Please join us in welcoming Yao Xie, Harold R. and Mary Anne Nash Early Career Professor, Associate Director of Machine Learning and Data Science and Associate Professor at the H. Milton Stewart School of Industrial and Systems Engineering at Georgia Tech. She will talk about her research on Point process models for discrete events data
Discrete events are a sequence of observations consisting of event time, location, and possibly “marks” with additional event information. Such event data is ubiquitous in modern applications, including social networks, power networks, seismic activities, police reports data, neuronal spike trains, and COVID-19 data. We are particularly interested in capturing the complex dependence of the discrete events data, such as the latent influence — triggering or inhibiting effects of the historical events on future events. I will present our recent research on this topic from the continuous-time and the discrete-time approaches and introduce computationally efficient model estimation procedures with statistical guarantees, leveraging the recent advances in variational inequality for monotone operators that bypass the difficulty posed by the original non-convex model estimation problem. The performance of the proposed method is illustrated using real-world data: crime, power outage, hospital ICU, and COVID-19 data.
Yao Xie is the Harold R. and Mary Anne Nash Early Career Professor and Associate Professor in the H. Milton Stewart School of Industrial and Systems Engineering at Georgia Tech.
Her research interests are in sequential statistical methods, statistical signal processing, big data analysis, compressed sensing, and optimization, and she has been involved in applications to wireless communications, sensor networks, and medical and astronomical imaging.
Dr. Xie previously served as Research Scientist in the Electrical and Computer Engineering Department at Duke University after receiving her Ph.D. in Electrical Engineering (minor in Mathematics) from Stanford University in 2011.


About this task
Retype all of the entries exactly as they appear.
(The input begins)
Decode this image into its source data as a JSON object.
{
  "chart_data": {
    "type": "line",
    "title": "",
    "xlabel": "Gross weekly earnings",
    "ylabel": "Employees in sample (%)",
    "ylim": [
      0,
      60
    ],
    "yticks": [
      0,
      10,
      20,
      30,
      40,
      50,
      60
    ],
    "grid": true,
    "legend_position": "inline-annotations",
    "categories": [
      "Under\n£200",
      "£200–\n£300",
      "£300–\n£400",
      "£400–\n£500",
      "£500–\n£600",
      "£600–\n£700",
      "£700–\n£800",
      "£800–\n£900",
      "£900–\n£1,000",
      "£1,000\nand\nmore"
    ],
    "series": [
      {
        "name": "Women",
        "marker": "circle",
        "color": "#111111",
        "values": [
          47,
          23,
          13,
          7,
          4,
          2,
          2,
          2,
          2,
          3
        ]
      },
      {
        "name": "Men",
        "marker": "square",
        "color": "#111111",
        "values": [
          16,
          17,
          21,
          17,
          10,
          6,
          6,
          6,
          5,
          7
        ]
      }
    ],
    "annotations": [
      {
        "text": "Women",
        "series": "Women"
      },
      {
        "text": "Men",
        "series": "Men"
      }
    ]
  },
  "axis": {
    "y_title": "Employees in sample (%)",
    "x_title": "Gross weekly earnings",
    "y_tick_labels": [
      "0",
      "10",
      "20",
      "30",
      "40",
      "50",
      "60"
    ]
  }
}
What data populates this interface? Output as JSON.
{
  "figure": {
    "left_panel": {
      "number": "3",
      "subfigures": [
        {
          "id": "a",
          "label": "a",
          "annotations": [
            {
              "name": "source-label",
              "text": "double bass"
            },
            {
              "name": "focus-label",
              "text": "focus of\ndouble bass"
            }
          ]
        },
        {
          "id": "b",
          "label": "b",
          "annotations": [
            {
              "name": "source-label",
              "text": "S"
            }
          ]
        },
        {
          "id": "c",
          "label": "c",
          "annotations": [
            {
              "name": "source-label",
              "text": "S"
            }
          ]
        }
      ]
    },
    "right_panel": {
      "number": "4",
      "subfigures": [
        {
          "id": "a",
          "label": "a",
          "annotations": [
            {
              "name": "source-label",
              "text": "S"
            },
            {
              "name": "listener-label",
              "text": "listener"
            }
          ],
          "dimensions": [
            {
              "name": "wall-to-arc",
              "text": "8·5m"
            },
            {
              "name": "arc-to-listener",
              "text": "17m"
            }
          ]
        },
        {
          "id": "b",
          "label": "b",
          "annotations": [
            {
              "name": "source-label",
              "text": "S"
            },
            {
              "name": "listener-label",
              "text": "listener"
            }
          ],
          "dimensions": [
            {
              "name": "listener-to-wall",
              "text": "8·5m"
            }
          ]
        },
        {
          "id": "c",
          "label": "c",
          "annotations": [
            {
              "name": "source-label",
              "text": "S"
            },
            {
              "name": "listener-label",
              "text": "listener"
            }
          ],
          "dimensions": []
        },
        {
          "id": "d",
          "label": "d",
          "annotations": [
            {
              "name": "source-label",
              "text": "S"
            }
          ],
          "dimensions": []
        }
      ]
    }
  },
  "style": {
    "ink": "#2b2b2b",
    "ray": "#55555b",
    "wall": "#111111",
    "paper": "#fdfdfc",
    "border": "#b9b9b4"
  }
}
(The input ends)
Result below
Decode this image into its source data as a JSON object.
{
  "chart_data": {
    "type": "line",
    "title": "",
    "xlabel": "Gross weekly earnings",
    "ylabel": "Employees in sample (%)",
    "ylim": [
      0,
      60
    ],
    "yticks": [
      0,
      10,
      20,
      30,
      40,
      50,
      60
    ],
    "grid": true,
    "legend_position": "inline-annotations",
    "categories": [
      "Under\n£200",
      "£200–\n£300",
      "£300–\n£400",
      "£400–\n£500",
      "£500–\n£600",
      "£600–\n£700",
      "£700–\n£800",
      "£800–\n£900",
      "£900–\n£1,000",
      "£1,000\nand\nmore"
    ],
    "series": [
      {
        "name": "Women",
        "marker": "circle",
        "color": "#111111",
        "values": [
          47,
          23,
          13,
          7,
          4,
          2,
          2,
          2,
          2,
          3
        ]
      },
      {
        "name": "Men",
        "marker": "square",
        "color": "#111111",
        "values": [
          16,
          17,
          21,
          17,
          10,
          6,
          6,
          6,
          5,
          7
        ]
      }
    ],
    "annotations": [
      {
        "text": "Women",
        "series": "Women"
      },
      {
        "text": "Men",
        "series": "Men"
      }
    ]
  },
  "axis": {
    "y_title": "Employees in sample (%)",
    "x_title": "Gross weekly earnings",
    "y_tick_labels": [
      "0",
      "10",
      "20",
      "30",
      "40",
      "50",
      "60"
    ]
  }
}
What data populates this interface? Output as JSON.
{
  "figure": {
    "left_panel": {
      "number": "3",
      "subfigures": [
        {
          "id": "a",
          "label": "a",
          "annotations": [
            {
              "name": "source-label",
              "text": "double bass"
            },
            {
              "name": "focus-label",
              "text": "focus of\ndouble bass"
            }
          ]
        },
        {
          "id": "b",
          "label": "b",
          "annotations": [
            {
              "name": "source-label",
              "text": "S"
            }
          ]
        },
        {
          "id": "c",
          "label": "c",
          "annotations": [
            {
              "name": "source-label",
              "text": "S"
            }
          ]
        }
      ]
    },
    "right_panel": {
      "number": "4",
      "subfigures": [
        {
          "id": "a",
          "label": "a",
          "annotations": [
            {
              "name": "source-label",
              "text": "S"
            },
            {
              "name": "listener-label",
              "text": "listener"
            }
          ],
          "dimensions": [
            {
              "name": "wall-to-arc",
              "text": "8·5m"
            },
            {
              "name": "arc-to-listener",
              "text": "17m"
            }
          ]
        },
        {
          "id": "b",
          "label": "b",
          "annotations": [
            {
              "name": "source-label",
              "text": "S"
            },
            {
              "name": "listener-label",
              "text": "listener"
            }
          ],
          "dimensions": [
            {
              "name": "listener-to-wall",
              "text": "8·5m"
            }
          ]
        },
        {
          "id": "c",
          "label": "c",
          "annotations": [
            {
              "name": "source-label",
              "text": "S"
            },
            {
              "name": "listener-label",
              "text": "listener"
            }
          ],
          "dimensions": []
        },
        {
          "id": "d",
          "label": "d",
          "annotations": [
            {
              "name": "source-label",
              "text": "S"
            }
          ],
          "dimensions": []
        }
      ]
    }
  },
  "style": {
    "ink": "#2b2b2b",
    "ray": "#55555b",
    "wall": "#111111",
    "paper": "#fdfdfc",
    "border": "#b9b9b4"
  }
}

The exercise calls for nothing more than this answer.